All in the <head> – Ponderings and code by Drew McLellan –

Colour me Spammy

No matter how much they protest to the contrary, marketeers love sending promotional emails to their customer base. They’ll tell you it’s solicited and more than welcomed by their customers until they’re blue in the face, and just as you’re egging them on to go past blue to, well, dead, they stop to complain about another spam that has just arrived in their inbox.

As a web developer, it often falls to you to develop the applications to power their spammy evilness. At the moment I’m averaging one such system every two years or so – that’s not too bad considering marketeers are stuck with being marketeers for life. When designing such a system it quickly becomes apparent that a web app isn’t the most efficient place to be sending mail from. In terms of logistics it’s a good place to be composing the mail (you have a database of content sat right there on the site) and to assemble the ‘hit’ lists (similarly, a complete list of web site users), and so whilst you’re doing all the hard work on the site you might as well send from there too, right? That tends to be the way the decision goes, simply because investing in a second system for deploying the mailing is uneconomical.

Each time you write a bulk mailer – or spam machine as I lovingly refer to them – you get a little better at the implementation. The weakness, however, is always the process of sending the emails themselves. It nearly always comes down to some sort of loop that goes through each record in the hit list and sends a single mail. It’s time consuming and as dull as buggery. Desperate to find a solution to this, I started looking at various mailing list management tools, trying to find something I could dynamically subscribe addresses to. My thinking was that if I could assemble the hit list, I could then subscribe each address to a proper list server and have that send the mail for me. After much poking around on my web server, none of the list managers I had seemed to be able to help. It all came down to sending a ‘subscribe’ email, which rather defeated the point.

I came across the solution I was looking for through a totally unrelated conversation with the emailmeister himself, Steve Champeon. He had made mention of a mailing list that was simply based on a sendmail alias – and after a quick bit of googling I had my solution. Here’s the skinny.

Unix based systems have an inbuilt ability to alias one email address to another. It’s just something they do, and it’s usually found somewhere like /etc/aliases or /etc/mail/aliases. The format of the file is simple:

aliased-user: real-user

The handy bit for me is the fact that you can include the address of a file containing a one-per-line list of addresses for an alias to map to. The syntax goes like this:

aliased-user: :include:/home/whatever/mylist.txt

All I then needed to do was to populate mylist.txt with the addresses I wanted to send to, and then fire off an email BCC’d to aliased-user@domain.com, and the mail server does the rest. Of course, you don’t want to send directly to the list alias, as that would reveal the address to everyone on the list. To be doubly sure, I also clear out the contents of the list file once I’m done.

So, not only am I a spammer, but I’m a crafty one at that.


■ **EXERCISE PROMPT**
Keep only the lines of the data below that contain "from", and copy them.

■ **THE RECORDS**
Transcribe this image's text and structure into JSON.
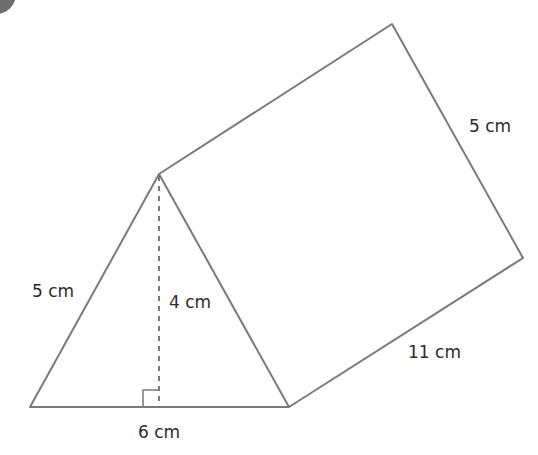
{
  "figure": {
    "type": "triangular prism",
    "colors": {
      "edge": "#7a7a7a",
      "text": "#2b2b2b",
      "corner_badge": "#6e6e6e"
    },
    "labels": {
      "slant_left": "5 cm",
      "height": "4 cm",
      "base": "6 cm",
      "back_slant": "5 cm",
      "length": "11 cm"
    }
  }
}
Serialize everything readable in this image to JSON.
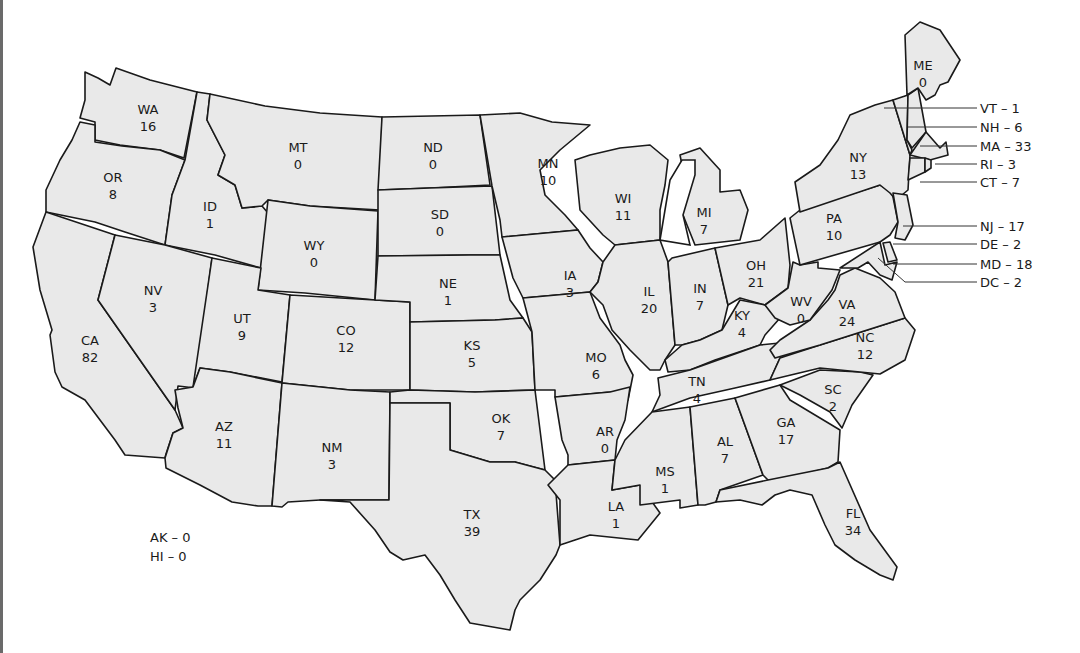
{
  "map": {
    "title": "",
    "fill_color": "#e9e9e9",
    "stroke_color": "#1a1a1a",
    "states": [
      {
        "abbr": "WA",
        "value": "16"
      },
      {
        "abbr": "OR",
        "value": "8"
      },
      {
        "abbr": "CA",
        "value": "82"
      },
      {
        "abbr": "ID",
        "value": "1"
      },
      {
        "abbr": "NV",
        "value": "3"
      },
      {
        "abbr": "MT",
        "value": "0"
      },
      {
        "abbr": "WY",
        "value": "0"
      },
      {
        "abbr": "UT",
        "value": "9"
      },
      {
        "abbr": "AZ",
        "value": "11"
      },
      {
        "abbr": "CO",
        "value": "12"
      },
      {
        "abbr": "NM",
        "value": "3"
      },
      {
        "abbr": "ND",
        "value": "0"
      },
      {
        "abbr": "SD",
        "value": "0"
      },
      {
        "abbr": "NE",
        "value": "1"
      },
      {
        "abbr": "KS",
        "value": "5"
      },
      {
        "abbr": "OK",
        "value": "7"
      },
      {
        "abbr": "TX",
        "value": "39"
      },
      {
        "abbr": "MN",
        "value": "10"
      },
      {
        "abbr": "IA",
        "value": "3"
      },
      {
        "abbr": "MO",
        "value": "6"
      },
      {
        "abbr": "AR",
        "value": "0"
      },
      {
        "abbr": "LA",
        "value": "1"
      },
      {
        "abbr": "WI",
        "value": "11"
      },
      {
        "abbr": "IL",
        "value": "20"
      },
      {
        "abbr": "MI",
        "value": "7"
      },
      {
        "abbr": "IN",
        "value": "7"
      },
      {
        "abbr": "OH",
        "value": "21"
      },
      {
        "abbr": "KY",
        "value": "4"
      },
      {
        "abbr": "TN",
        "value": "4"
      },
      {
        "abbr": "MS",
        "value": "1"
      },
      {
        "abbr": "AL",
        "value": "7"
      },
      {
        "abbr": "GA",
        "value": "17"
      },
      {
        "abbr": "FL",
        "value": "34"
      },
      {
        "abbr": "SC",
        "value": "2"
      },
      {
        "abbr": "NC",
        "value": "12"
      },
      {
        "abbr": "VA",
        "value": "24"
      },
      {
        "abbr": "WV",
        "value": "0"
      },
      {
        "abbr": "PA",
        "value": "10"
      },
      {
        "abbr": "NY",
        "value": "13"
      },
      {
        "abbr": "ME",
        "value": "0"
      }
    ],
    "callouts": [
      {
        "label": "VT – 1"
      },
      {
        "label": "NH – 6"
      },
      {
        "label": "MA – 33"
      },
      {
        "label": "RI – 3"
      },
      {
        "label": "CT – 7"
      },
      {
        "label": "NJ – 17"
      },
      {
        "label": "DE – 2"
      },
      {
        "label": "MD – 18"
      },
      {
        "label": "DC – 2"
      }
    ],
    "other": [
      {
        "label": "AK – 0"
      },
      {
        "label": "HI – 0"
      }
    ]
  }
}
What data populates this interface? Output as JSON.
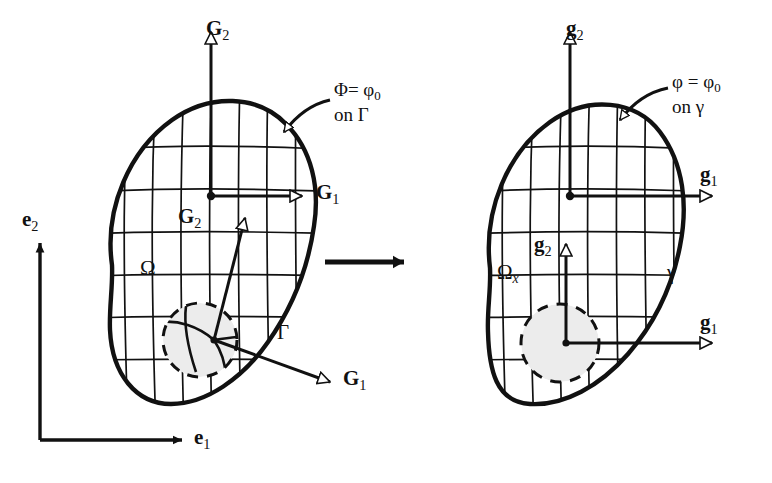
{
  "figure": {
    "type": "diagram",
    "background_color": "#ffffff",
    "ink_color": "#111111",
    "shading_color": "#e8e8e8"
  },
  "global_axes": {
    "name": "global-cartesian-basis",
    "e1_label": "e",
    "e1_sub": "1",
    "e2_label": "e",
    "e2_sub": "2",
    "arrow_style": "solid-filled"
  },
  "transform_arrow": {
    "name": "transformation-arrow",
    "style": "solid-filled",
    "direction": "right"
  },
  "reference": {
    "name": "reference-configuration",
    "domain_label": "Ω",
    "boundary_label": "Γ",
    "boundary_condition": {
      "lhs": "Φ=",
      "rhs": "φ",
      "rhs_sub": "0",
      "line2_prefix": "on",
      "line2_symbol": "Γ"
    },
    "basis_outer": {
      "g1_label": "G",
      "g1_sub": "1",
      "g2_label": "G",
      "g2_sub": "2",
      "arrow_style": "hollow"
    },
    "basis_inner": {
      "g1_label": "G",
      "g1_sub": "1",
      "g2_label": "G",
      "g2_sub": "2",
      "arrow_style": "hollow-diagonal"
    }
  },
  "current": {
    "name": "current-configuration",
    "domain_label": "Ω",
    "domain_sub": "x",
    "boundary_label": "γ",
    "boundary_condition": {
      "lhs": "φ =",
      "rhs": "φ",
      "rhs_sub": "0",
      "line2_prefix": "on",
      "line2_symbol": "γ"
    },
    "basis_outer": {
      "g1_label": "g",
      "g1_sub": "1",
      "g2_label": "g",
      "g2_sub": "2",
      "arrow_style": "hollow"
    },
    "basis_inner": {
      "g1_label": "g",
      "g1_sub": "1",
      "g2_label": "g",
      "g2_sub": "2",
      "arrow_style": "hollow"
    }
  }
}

--

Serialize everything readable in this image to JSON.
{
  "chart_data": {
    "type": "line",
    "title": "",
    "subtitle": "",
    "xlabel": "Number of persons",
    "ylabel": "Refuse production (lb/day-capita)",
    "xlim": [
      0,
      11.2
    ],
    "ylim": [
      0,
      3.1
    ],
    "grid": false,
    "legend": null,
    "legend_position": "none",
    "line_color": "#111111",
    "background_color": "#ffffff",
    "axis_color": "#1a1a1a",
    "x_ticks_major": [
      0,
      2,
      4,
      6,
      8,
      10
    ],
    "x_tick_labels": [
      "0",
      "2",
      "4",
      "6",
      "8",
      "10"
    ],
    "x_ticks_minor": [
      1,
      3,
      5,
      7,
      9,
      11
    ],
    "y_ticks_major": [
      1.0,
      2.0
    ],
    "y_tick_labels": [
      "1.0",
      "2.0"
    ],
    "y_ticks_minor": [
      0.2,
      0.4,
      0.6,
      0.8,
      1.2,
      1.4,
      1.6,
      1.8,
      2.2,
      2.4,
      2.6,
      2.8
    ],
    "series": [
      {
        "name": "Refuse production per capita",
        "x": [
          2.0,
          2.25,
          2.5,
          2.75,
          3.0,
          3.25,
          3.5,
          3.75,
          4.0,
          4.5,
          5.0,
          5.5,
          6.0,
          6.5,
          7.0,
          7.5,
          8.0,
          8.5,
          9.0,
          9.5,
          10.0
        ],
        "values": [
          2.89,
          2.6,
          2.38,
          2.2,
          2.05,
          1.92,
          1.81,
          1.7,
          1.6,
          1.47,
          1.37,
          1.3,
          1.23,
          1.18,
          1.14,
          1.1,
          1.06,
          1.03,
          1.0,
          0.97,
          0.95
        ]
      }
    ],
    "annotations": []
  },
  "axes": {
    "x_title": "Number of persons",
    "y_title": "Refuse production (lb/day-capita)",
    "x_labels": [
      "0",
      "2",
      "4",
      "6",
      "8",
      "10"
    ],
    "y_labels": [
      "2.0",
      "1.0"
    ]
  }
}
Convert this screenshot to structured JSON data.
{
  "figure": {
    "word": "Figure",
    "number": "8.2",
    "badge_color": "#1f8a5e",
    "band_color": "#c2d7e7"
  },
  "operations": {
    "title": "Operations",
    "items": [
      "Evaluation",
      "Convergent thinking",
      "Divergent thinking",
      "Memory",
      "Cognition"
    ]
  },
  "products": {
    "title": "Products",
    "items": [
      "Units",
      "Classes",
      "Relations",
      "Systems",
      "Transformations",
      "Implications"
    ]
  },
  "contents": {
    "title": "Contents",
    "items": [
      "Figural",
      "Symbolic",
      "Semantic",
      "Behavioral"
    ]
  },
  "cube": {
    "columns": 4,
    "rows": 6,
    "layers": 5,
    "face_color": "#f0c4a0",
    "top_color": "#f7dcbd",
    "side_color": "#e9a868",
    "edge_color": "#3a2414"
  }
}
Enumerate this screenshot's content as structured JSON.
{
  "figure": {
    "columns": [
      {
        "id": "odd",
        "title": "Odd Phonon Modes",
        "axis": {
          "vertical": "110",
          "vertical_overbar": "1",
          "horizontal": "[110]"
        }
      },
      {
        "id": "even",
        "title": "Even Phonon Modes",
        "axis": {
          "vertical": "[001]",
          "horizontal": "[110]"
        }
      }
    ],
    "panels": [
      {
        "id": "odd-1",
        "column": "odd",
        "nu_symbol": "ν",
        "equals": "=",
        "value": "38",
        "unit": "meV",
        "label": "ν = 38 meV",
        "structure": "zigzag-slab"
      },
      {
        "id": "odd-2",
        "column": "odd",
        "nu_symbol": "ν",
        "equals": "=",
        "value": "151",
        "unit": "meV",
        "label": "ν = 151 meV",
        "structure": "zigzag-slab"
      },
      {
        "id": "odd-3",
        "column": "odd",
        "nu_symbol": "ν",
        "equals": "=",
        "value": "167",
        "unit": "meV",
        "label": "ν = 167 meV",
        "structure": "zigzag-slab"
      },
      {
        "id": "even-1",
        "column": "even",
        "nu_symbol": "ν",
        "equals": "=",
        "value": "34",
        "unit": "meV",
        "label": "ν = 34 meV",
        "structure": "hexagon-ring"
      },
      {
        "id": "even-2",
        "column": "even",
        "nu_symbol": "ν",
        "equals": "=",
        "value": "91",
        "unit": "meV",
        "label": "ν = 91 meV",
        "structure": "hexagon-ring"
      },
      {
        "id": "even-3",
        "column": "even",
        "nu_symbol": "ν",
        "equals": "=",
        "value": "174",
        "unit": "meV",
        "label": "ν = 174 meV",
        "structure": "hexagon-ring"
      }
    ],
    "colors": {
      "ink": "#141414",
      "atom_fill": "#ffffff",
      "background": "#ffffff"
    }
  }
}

--

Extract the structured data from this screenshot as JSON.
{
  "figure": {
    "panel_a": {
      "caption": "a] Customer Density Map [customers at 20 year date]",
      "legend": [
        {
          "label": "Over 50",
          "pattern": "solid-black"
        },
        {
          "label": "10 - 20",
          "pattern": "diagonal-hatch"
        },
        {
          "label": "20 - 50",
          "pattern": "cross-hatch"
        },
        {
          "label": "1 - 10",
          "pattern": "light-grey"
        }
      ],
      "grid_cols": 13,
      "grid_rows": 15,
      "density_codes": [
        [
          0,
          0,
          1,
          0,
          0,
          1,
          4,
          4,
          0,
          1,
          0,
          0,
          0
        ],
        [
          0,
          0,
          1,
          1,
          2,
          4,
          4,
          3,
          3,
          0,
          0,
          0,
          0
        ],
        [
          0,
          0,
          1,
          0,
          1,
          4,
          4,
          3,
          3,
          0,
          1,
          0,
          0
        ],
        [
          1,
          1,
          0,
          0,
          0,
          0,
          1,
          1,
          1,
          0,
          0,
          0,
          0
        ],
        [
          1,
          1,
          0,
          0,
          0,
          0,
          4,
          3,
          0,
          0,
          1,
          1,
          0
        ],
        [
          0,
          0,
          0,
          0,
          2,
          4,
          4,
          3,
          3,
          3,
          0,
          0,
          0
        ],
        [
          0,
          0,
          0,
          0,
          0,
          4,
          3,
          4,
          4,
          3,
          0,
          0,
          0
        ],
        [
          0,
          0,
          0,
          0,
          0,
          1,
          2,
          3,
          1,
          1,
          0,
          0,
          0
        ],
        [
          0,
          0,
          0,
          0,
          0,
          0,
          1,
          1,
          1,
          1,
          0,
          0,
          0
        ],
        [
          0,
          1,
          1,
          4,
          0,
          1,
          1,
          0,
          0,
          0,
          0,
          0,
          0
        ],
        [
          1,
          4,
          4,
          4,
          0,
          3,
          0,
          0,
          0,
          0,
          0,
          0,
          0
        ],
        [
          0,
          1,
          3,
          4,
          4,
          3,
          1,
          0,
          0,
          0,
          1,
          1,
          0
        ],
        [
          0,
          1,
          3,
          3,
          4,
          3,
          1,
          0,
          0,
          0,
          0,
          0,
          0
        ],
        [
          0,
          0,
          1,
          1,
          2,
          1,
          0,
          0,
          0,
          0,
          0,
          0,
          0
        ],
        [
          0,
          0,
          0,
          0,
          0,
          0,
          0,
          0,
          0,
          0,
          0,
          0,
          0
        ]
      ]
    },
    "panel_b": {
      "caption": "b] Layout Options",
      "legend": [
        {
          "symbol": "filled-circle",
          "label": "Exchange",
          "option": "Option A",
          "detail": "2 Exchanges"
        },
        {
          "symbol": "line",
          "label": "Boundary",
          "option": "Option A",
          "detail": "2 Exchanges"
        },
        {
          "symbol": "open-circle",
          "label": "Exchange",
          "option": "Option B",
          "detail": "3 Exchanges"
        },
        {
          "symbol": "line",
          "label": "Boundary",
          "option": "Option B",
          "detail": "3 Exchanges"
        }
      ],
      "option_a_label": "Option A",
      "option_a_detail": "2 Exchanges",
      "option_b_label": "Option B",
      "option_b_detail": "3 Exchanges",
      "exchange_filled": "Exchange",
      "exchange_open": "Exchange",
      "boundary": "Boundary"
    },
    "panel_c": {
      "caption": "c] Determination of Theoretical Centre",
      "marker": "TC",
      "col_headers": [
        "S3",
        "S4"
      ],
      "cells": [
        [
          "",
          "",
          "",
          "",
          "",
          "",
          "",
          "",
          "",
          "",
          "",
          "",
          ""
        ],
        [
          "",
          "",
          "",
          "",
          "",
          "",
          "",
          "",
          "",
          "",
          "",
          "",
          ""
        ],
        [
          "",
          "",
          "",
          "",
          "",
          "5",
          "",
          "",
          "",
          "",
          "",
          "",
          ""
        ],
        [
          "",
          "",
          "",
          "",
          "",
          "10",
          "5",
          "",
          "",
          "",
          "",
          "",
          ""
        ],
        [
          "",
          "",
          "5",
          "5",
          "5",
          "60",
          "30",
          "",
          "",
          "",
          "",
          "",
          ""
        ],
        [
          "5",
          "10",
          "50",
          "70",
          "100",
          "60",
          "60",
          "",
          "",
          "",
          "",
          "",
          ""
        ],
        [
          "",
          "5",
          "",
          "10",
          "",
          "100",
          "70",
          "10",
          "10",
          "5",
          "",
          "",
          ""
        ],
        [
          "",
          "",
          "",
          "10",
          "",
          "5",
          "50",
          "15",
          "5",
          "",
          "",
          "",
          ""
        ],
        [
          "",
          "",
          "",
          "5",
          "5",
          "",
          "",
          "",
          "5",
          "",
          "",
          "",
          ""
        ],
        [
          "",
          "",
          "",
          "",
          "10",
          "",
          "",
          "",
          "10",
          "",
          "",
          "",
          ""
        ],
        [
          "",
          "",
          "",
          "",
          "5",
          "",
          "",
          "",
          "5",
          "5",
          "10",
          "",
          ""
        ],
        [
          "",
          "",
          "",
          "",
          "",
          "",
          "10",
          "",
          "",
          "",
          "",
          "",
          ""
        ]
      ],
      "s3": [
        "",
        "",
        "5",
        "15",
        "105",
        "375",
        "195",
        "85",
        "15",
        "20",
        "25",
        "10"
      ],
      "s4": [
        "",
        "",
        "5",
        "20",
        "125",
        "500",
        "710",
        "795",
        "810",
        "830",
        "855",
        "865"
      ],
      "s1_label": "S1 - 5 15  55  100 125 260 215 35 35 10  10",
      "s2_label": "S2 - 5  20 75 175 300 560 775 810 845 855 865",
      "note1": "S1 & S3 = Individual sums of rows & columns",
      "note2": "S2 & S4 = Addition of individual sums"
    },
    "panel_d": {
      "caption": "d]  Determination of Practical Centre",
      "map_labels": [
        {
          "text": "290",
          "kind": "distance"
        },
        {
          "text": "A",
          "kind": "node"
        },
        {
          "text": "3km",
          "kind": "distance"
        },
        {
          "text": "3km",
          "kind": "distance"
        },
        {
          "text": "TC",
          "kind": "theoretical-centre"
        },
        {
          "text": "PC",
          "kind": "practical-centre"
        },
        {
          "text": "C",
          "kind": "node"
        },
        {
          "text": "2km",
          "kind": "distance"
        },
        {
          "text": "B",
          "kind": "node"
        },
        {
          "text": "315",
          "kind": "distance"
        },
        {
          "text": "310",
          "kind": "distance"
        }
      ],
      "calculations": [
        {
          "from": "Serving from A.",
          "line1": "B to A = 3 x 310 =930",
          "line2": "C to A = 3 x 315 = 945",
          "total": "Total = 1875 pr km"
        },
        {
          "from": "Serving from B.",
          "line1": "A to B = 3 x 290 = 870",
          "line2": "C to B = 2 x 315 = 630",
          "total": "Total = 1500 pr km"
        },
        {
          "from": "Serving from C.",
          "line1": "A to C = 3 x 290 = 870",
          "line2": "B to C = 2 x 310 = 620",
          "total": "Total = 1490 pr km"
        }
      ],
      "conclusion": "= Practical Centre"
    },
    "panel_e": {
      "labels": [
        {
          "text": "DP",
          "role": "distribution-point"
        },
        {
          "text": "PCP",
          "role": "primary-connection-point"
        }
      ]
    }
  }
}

■ **ANSWER BOX**
Extract the structured data from this screenshot as JSON.
          "from": "Serving from A.",
          "from": "Serving from B.",
          "from": "Serving from C.",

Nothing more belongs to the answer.